HONORING PLANT BREEDER
Alan Kapuler
As a child growing up in Brooklyn, Kapuler was twinly obsessed with orchids and baseball, equally able to reel off lifetime home run statistics or botanical names of obscure flowers. At age 15 he won the Westinghouse National Science Talent Search for his experiments testing the effects of a mutagenic chemical on his beloved orchids. He entered Yale at 16, the youngest student in his class of 1,000 and graduated first in his class. His undergraduate honors thesis earned him the highest grade Yale had ever bestowed and was eventually published in the Journal of Molecular Biology. After earning his doctorate in molecular biology at prestigious Rockefeller University he worked with world expert on nucleic acids A.M. Michelson and apprenticed at the lab of future Nobel Prize winner Howard Temin.
Those were heady days of discoveries in his field. He looks back with awe at that time “when the structure of the genetic code was being discovered...it was the greatest self-revelation about our common unity with all organisms. They were the mystery of the ages, and we were uncovering those secrets.” Yet Kapuler, dismayed by colleagues who were producing lethal viruses for the U.S. government, suddenly left his fast-track career at the University of Connecticut and headed for the west coast with his dog, green van and $1,000. “I had to find my beloved wife and my kids and a life that had a heart.” He found Linda Sylvester in Oregon. Together they lived in poverty and he started saving seeds because he was too poor to buy them, eventually collecting more than 6,000 varieties and founding Peace Seeds which later merged with Seeds of Change. Currently he serves as Director of Research for Seeds of Change. His recent breeding work focuses on developing increased amino acid concentration as a way of increasing the nutritional value of food plants.

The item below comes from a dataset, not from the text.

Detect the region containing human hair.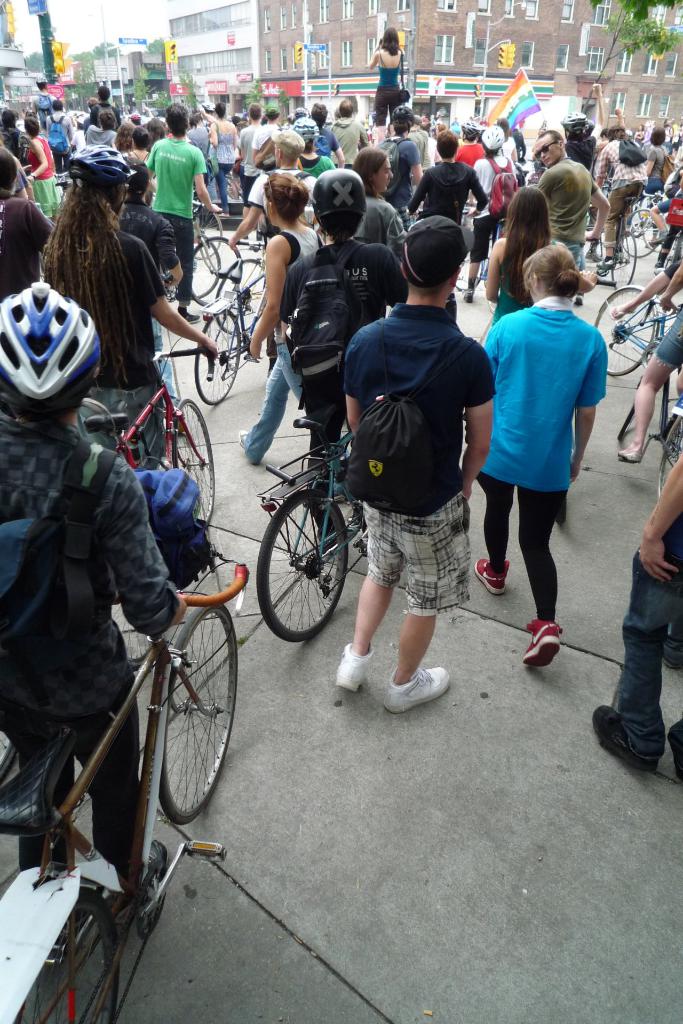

Kapuler once characterized his Peace Seeds catalog as a “Manual for conserving the plant gene-pool of planet Earth.” Using computer-generated bubble diagrams he calls “kingrams,” he laid out his catalogs in a biological format that shows how groupings of plants are connected to each other. Inspired by the work of Danish biologist Rolf Dahlgren, these maps have given Kapuler a sense of direction in his preservation work, pinpointing what’s really rare and needs growing.

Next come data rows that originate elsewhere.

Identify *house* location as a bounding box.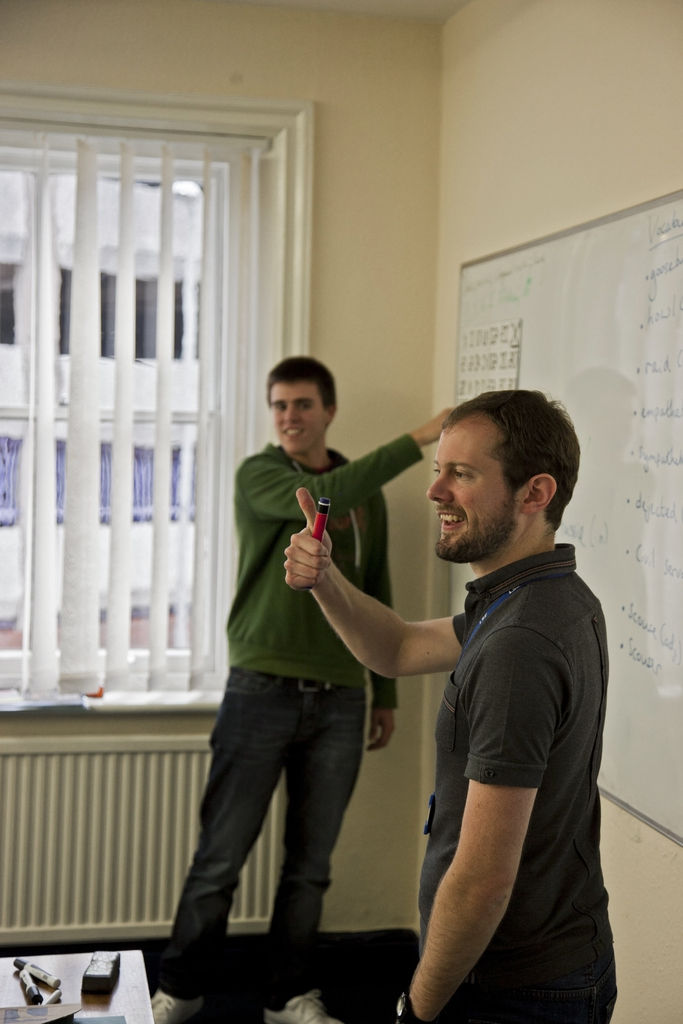
(left=0, top=0, right=682, bottom=1023).
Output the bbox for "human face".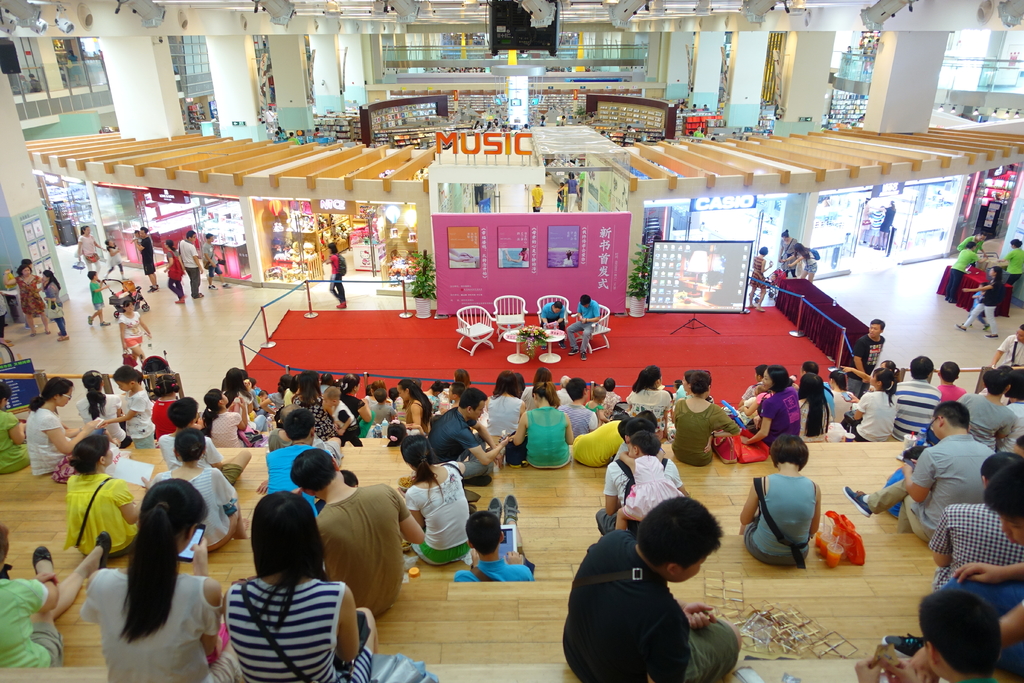
[left=57, top=390, right=70, bottom=409].
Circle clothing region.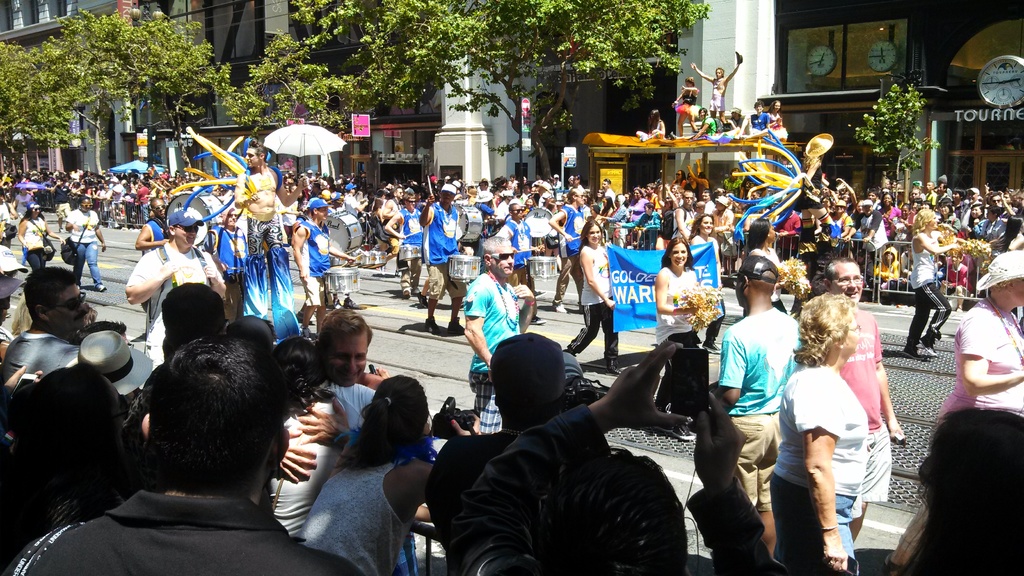
Region: x1=890 y1=306 x2=1023 y2=575.
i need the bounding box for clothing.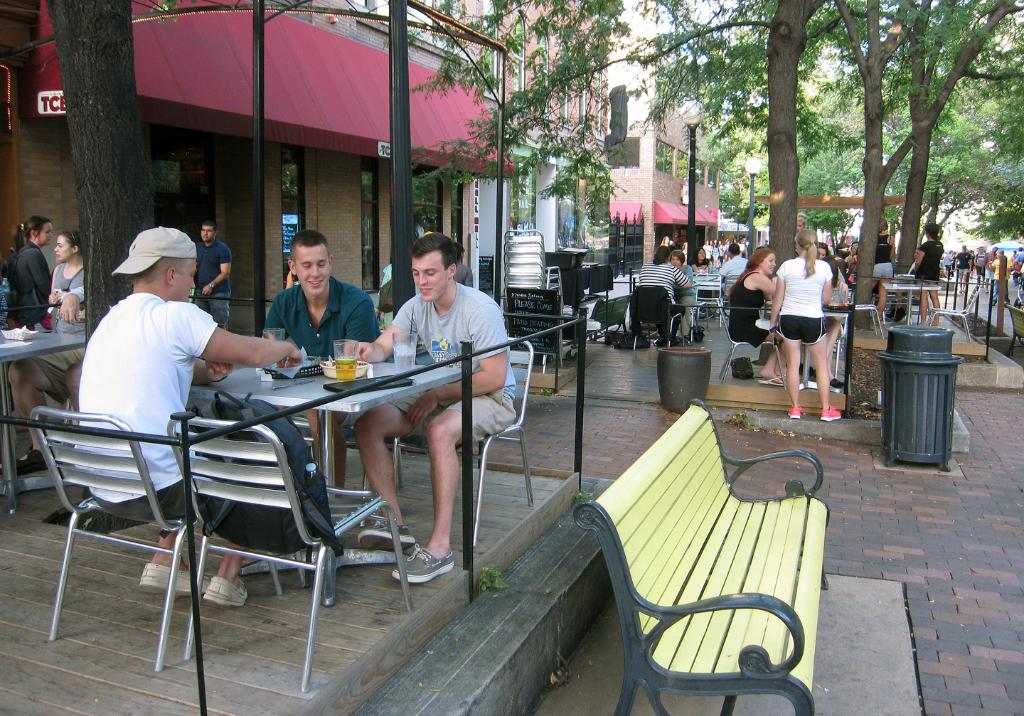
Here it is: {"x1": 722, "y1": 267, "x2": 768, "y2": 351}.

To Kapuler, “Heritage seeds are essential to our heart chakra.” They are important not just because they produce a high quality crop or grow fast, but because they carry the message of the people. They are important for the same reason life is important. “We are involved in a process of passing on a heritage of liveness...”
The problem is not hybrids but “ownership of life.” Hybridizing, an “essential form of innovation,” does not go far enough. The next step is to make open-pollinated lines that stabilize the varieties. Rather than owning them, we must return them to the public domain, giving amateurs access to the gene pool and opportunities to develop new plants.
Much of Kapuler’s work has centered on de-hybridizing hybrids, taking that next step to create an equivalent open-pollinated variety. Among his successes are True Platinum, an open-pollinated version of Platinum Lady sweet corn, Summer Sun, an open-pollinated form of hybrid patty pan Sunburst and Swan Lake, a development from the hybrid melon Swan.
Through the Seeds of Change catalog, he has popularized a number of heirloom varieties including Elephant Head Amaranth and Hutterite Soup Bean (which he’d been collecting for 16 years and never tasted until a chance blizzard marooned him and put him in the mood for a hearty bean soup).
Like many who came of age in the turbulent sixties, Kapuler could justifiably echo the Grateful Dead’s anthem, “What a long, strange trip it’s been.” Kapuler seems to have weathered it as well as any of us.